In January 1962 AIP had signed Richard Matheson to write two costarring vehicles for Vincent Price and Peter Lorre, the first a full-length horrorcomedy based on Edgar Allan Poe’s poem “The Raven,” and the second an untitled comedy. This suited Matheson, who admitted never having any particular interest in the gothic storyteller. In fact, the prospect of adapting another of the author’s stygian tales distressed him. Corman likewise winced, uneasy with the thought of repeating himself. “It was tongue-in-cheek from the very beginning,” admitted Matheson. From the eighteen six-line stanzas of the poem lamenting the lost Lenore, he created a screenplay that spoofed itself and the Poe series altogether, behaving every bit like a mischievous child mocking its overweening parents. By now, Lorre’s appearance in horror-comedies had come to ou
tnumber his appearances in the genre they parodied.
Again, the studio played it straight, taking audiences by surprise. Publicity went all out, overplaying its hand with horror hype that invited moviegoers to “step through the darkness, along touchstones of terror with the raven tapping evermore.” Lending the picture far more literary merit than it deserved, Lorre even maintained that the Poe team worked the author’s satirical sense of humor and dead wit into the picture. Although AIP claimed to have brought to the screen “the basic element of Poe’s great work,” The Raven bore almost no resemblance to its namesake. The publicity department capitalized on Price, Karloff, and Lorre’s first screen collaboration and fostered the idea that their collective power to horrify outweighed their individual efforts: “Now it lives on the giant motion picture screen in color and Panavision, starring the trio that make up the great TRIUMVIRATE OF TERROR—Vincent Price, Peter Lorre, Boris Karloff—greater than Dracula, Werewolf and Frankenstein together. Come on an adventure into monstrous terror, as gruesome, as great as the genius who created it.” A promotional recording for the film included Lorre reading portions of the poem, with Karloff telling moviegoers that “this is a sample of what happens in Edgar Allan Poe’s ‘The Raven’ … before the picture ends, I guarantee your blood will run cold…. Have I disturbed you? Oh, I didn’t mean to. I want you to see Edgar Allan Poe’s The Raven. You see, I share in the box office receipts.”

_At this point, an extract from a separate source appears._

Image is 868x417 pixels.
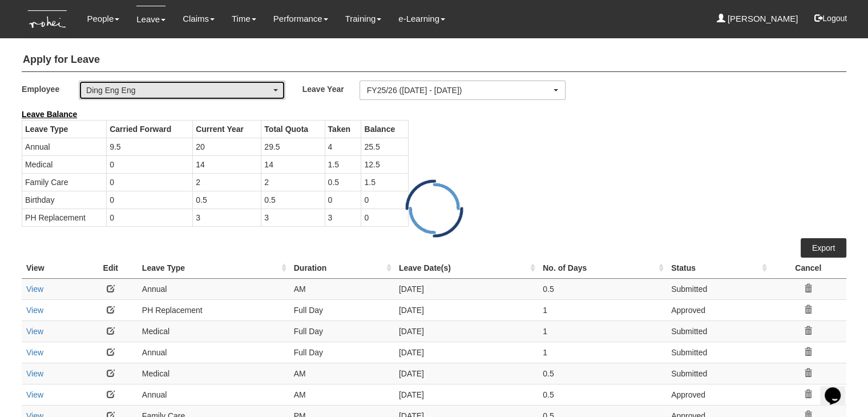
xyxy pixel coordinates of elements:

In The Raven, Lorre appeared as a rain-soaked raven that regains his human form in the gnomish figure of Dr. Bedlo, a medieval sorcerer, only to be reduced to a pool of raspberry jam before once more changing into a bird. After reading the script and agreeing that it made no sense, Price, Lorre, and Karloff wrote some additional jokes and brought them to Corman. “Roger just let the thing roll,” said costar Hazel Court. “He let the three of them have a go.” To set the mood, Price, who later said he played the role of Dr. Craven with his tongue in both cheeks, walked across his study, bumping his head on the end of a telescope, tipping off the audience right away.